Last Updated: 46 seconds ago
A 36-year-old from Skewen has been sentenced to 32 months in prison after detectives connected him to a mobile phone seized during a drugs raid – a device that had been passed between dealers and contained a contacts book of users.
The drugs phone
Swansea Crown Court heard that officers searching a property in Briton Ferry in July 2024 – as part of a separate investigation – recovered a mobile phone from the address. Analysis of the device revealed it had been used by three different people, each operating their own SIM card.
One of those SIM cards was traced back to Shane Kelly, of High Street, Skewen, Neath. Prosecutor Ryan Bowen told the court the phone had been bought and sold between dealers, and came complete with a stored list of drug users as contacts.
Arrest and evidence
Detectives spent months trying to track Kelly down before eventually locating and arresting him in July 2025 at the St Ives pub in Neath town centre. A search at the time found him carrying a small quantity of cannabis.
When interviewed, Kelly gave “no comment” responses to all questions put to him, with the sole exception of claiming he had been involved in a dispute over camping equipment with a man called Callum.
A subsequent search of the defendant’s home turned up weighing scales bearing traces of white powder alongside a quantity of snap-seal bags.
Supply network
The court was told that Facebook and phone messages recovered by police showed Kelly had been directly supplying cocaine to users.
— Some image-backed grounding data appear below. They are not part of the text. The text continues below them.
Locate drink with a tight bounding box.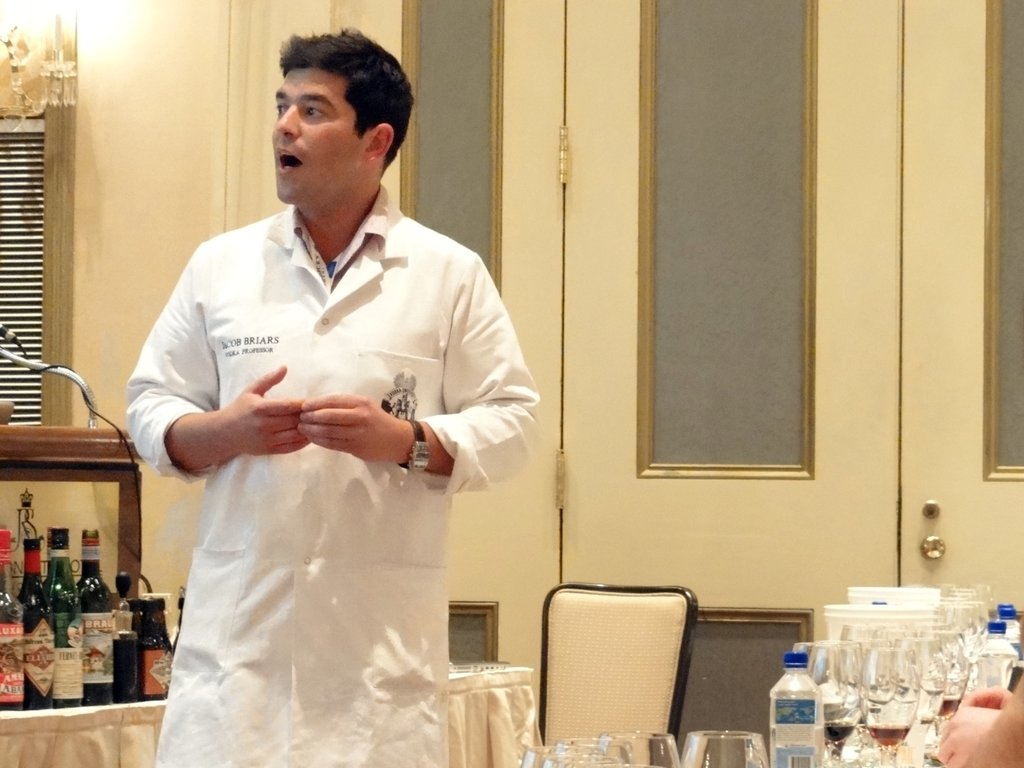
region(0, 700, 24, 711).
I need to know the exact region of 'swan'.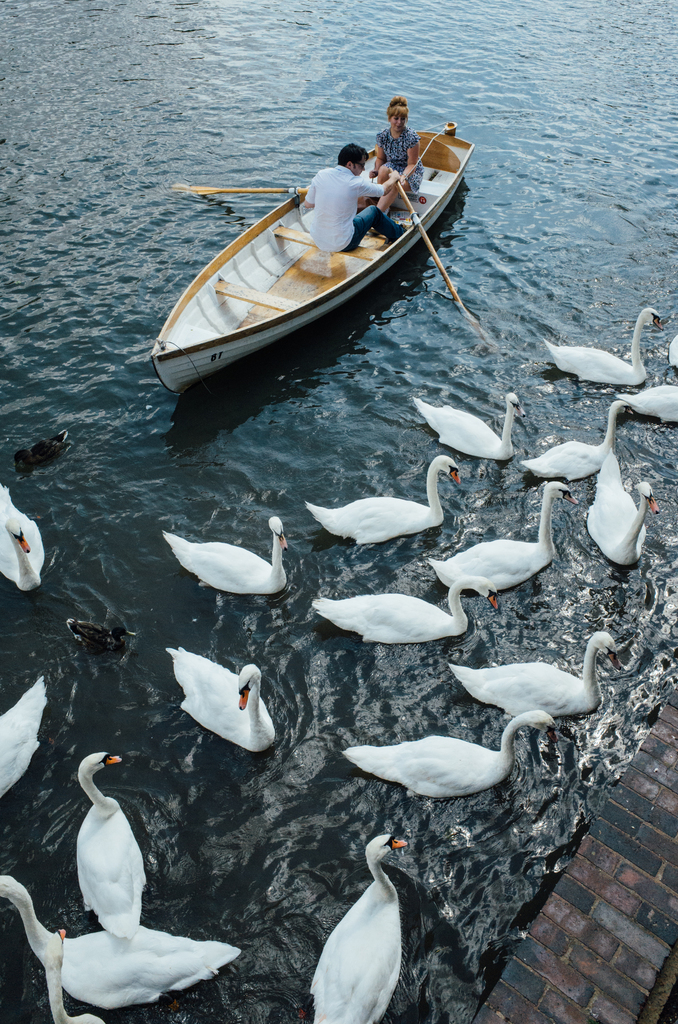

He had also been passing quantities of the Class A drug to a man called Shane Bowen, who was himself operating as a dealer.
Among the messages police retrieved was one written by Kelly which read: “You know it is going to be a good day when people are messaging you this early asking for you know what.”
Shane Bowen was sentenced to three years in prison in December 2024 for being concerned in the supply of cocaine.
Previous offending
Kelly had 13 previous convictions spanning 20 offences. His criminal record included possession of cocaine, production of cannabis, possession of cannabis with intent to supply, and drug-driving.
Defence mitigation
Emily Bennett, representing Kelly, described her client as a self-employed plasterer living in stable accommodation with a partner, a very young child, and another baby on the way. She said he was “extremely remorseful” for the “potentially difficult position” he had put those who depend on him in.
The barrister told the court that Kelly had made significant changes since his arrest and was now abstinent from cocaine, though he remained a regular cannabis user and recognised he needed to address that as well.
Sentencing
Judge Huw Rees told the defendant that evidence in the case demonstrated “others operated in the supply chain through you” and that there had been “elements of intimidation in enforcing drug debts.”
The judge noted Kelly’s previous convictions “show a predilection for an involvement with drugs” along with a “wholesale failure to comply with court orders,” and concluded that only an immediate custodial sentence was appropriate.
After receiving a one-third reduction for his guilty pleas to being concerned in the supply of cocaine and simple possession of cannabis, Kelly was sentenced to 32 months in prison. He will serve up to half that term in custody before being released on licence to complete the remainder in the community.